The death of Mayor Ghulam Haidar Hamidi, a US citizen, is the latest in a string of assassinations of Karzai allies. While it is unclear if all were the work of insurgents, the killings have stoked instability as foreign troops begin withdrawing ahead of Afghan forces taking full security control by the end of 2014. Hamidi, 65, was killed and another person wounded when a suicide bomber detonated his explosives in a corridor near Hamidi’s office, said Zalmay Ayoubi, the spokesman for the Kandahar provincial governor.
“It appears the bomber was carrying the bomb in his turban,” Ayoubi said. Kandahar province is the Taliban’s birthplace and a focus of recent efforts by a surge of US troops to turn the tide against the insurgency in the decade-long war. More than half of all targeted killings in Afghanistan between April and June were in Kandahar, according to a UN report. Two of Hamidi’s deputy mayors were killed in attacks by insurgents last year. Kandahar Police Chief Abdul Razaq said Hamidi was meeting elders from a district of Kandahar city when one of them got close to the mayor and detonated a bomb hidden in his turban. The mayor wanted to speak with the elders after they accused city staff of killing a woman and two children when they destroyed some houses and shops in their district on Tuesday, Razaq said. The buildings were unplanned, he said. Taliban spokesman Qari Yousuf Ahmadi initially said it was too early to tell what had happened but later claimed responsibility for killing Hamidi on behalf of the militant Islamist group.
Ahmadi said the mayor had been on the Taliban’s hit-list and that the main motivation for the attack was the deaths of the woman and children on Tuesday when the buildings were destroyed. The Taliban are normally very quick to claim responsibility for the deaths of high-profile political figures. US Ambassador to Afghanistan Ryan Crocker condemned the killing of Hamidi, but warned there should not be a rush to judgment over who carried out the attack.
“There was a demonstration in front of the mayor’s office over a road-building incident that resulted in the deaths of one or two young girls.
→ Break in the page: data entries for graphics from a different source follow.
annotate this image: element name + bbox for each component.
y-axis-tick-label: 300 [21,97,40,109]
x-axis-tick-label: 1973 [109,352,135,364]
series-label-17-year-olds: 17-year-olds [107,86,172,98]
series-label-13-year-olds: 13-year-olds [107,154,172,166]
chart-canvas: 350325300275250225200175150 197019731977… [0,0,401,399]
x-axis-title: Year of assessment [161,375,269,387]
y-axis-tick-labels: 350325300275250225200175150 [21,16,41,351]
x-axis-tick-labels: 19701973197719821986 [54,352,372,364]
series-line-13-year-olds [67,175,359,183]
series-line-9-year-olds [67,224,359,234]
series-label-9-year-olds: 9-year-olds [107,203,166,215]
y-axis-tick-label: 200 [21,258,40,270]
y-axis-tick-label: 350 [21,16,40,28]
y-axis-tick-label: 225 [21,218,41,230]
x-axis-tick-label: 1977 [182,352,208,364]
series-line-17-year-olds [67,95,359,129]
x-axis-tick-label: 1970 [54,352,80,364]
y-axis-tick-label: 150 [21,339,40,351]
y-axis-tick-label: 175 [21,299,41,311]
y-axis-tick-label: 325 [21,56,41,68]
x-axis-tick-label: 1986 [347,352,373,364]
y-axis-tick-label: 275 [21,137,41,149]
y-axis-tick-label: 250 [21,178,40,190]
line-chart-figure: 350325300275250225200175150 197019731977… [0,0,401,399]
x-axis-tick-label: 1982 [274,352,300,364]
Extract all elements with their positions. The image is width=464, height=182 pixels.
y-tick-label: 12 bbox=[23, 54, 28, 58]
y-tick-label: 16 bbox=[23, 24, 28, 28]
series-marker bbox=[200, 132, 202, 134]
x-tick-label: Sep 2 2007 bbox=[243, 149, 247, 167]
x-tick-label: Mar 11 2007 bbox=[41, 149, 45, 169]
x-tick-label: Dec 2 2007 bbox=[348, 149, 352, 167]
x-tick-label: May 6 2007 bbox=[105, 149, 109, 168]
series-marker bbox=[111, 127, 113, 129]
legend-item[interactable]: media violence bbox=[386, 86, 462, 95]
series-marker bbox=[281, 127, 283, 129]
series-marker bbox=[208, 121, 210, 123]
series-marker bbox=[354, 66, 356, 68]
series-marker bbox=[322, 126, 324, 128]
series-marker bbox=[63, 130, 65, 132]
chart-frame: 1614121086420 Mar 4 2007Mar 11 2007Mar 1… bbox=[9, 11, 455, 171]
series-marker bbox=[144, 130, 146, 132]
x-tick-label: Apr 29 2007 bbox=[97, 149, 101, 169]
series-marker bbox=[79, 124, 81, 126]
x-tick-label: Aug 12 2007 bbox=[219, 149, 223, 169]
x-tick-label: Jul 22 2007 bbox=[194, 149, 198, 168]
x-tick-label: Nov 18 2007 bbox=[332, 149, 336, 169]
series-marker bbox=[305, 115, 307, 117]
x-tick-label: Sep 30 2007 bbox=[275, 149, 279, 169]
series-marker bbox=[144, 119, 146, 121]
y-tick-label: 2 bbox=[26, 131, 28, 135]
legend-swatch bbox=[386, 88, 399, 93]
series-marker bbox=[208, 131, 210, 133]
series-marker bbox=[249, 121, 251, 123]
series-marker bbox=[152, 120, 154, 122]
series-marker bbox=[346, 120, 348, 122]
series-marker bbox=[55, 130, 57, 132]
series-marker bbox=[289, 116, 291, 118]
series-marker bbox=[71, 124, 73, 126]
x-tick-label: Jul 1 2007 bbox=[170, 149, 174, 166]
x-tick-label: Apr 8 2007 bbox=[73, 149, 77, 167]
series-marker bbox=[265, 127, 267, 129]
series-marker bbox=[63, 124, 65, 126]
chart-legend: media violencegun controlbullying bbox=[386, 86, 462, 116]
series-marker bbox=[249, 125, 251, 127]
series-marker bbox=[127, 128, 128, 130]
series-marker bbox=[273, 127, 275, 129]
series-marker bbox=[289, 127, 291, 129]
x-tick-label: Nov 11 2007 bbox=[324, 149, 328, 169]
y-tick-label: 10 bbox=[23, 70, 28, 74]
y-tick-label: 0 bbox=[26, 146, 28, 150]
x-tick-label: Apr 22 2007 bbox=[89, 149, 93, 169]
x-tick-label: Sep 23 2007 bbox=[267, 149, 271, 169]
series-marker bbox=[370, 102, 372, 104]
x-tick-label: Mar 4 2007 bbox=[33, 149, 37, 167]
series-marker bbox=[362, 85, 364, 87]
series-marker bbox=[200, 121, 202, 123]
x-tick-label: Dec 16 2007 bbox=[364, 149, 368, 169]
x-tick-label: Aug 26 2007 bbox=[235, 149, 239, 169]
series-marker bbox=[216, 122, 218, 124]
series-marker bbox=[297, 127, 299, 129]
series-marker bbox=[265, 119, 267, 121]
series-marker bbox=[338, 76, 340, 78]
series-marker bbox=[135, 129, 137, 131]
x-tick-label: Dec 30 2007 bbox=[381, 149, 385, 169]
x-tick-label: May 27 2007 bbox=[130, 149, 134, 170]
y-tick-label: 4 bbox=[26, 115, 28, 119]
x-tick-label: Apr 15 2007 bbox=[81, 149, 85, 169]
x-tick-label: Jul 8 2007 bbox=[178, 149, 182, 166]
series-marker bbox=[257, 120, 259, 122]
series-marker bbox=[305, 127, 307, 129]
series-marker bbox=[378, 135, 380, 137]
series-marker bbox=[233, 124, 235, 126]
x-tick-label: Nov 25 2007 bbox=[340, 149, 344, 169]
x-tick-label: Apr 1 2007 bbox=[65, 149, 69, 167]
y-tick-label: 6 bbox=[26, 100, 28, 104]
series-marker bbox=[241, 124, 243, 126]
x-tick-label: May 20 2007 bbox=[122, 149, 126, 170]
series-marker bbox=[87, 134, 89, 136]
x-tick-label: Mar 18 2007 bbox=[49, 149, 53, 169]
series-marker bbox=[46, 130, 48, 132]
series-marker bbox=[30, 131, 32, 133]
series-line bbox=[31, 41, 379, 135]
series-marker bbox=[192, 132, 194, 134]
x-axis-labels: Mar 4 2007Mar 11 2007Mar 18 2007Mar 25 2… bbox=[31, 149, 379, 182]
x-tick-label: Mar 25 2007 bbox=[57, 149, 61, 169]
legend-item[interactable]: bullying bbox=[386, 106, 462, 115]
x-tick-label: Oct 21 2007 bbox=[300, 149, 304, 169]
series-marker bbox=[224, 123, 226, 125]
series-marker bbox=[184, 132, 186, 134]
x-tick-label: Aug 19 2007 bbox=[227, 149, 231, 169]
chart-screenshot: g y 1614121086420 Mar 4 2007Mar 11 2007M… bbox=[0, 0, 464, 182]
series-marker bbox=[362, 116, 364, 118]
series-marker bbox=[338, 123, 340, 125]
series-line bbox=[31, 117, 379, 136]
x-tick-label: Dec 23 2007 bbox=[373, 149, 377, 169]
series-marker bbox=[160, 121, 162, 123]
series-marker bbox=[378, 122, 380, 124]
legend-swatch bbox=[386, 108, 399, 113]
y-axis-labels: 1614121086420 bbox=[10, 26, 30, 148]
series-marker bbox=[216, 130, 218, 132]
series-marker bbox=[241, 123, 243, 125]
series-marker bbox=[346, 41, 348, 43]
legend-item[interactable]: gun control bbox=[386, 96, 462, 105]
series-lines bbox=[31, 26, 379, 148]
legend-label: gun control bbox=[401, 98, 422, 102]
This could turn out to be a murder that didn’t have anything to do with the Taliban,” he said. “It is another indication again of both the challenges Afghanistan faces, but also the extraordinary resilience of the Afghan government and people,” he said. The US embassy in Kabul confirmed Hamidi was a US citizen. His death comes at a time when experts say a dangerous power vacuum has been created in Afghanistan’s south by the assassination of Karzai’s brother Ahmad Wali Karzai.
Ahmad Wali Karzai was head of the Kandahar Provincial Council, a largely consultative role, but his power came from his family and tribal connections, and his fortune. He was killed by a guard at his home in Kandahar city on July 12. Then at his funeral service a couple of days later, a suicide attacker who also appeared to have concealed explosives inside his turban killed a senior cleric — the head of the provincial Ulema council, an influential body of clerics that regulates religious issues — and at least four other people. A top Karzai adviser, Jan Mohammad Khan, a former governor of southern Uruzgan province, was killed in an insurgent attack on his home in Kabul on July 17, while the police chief of Kandahar province, Khan Mohammad Khan, was killed by an attacker wearing a police uniform in mid-April. Hamidi had been mayor of Kandahar since 2007 when he was appointed by president Karzai, a long-time friend.
He grew up in Kandahar province, studied at Kabul University and worked at the country’s Ministry of Finance for 13 years, said the Kandahar province media office. He moved to Pakistan and then the United States, where he lived for 20 years. Hamidi was working as an accountant in a travel agency in Alexandria, Virginia, before moving back to Afghanistan to become Kandahar mayor. He has five daughters and two sons.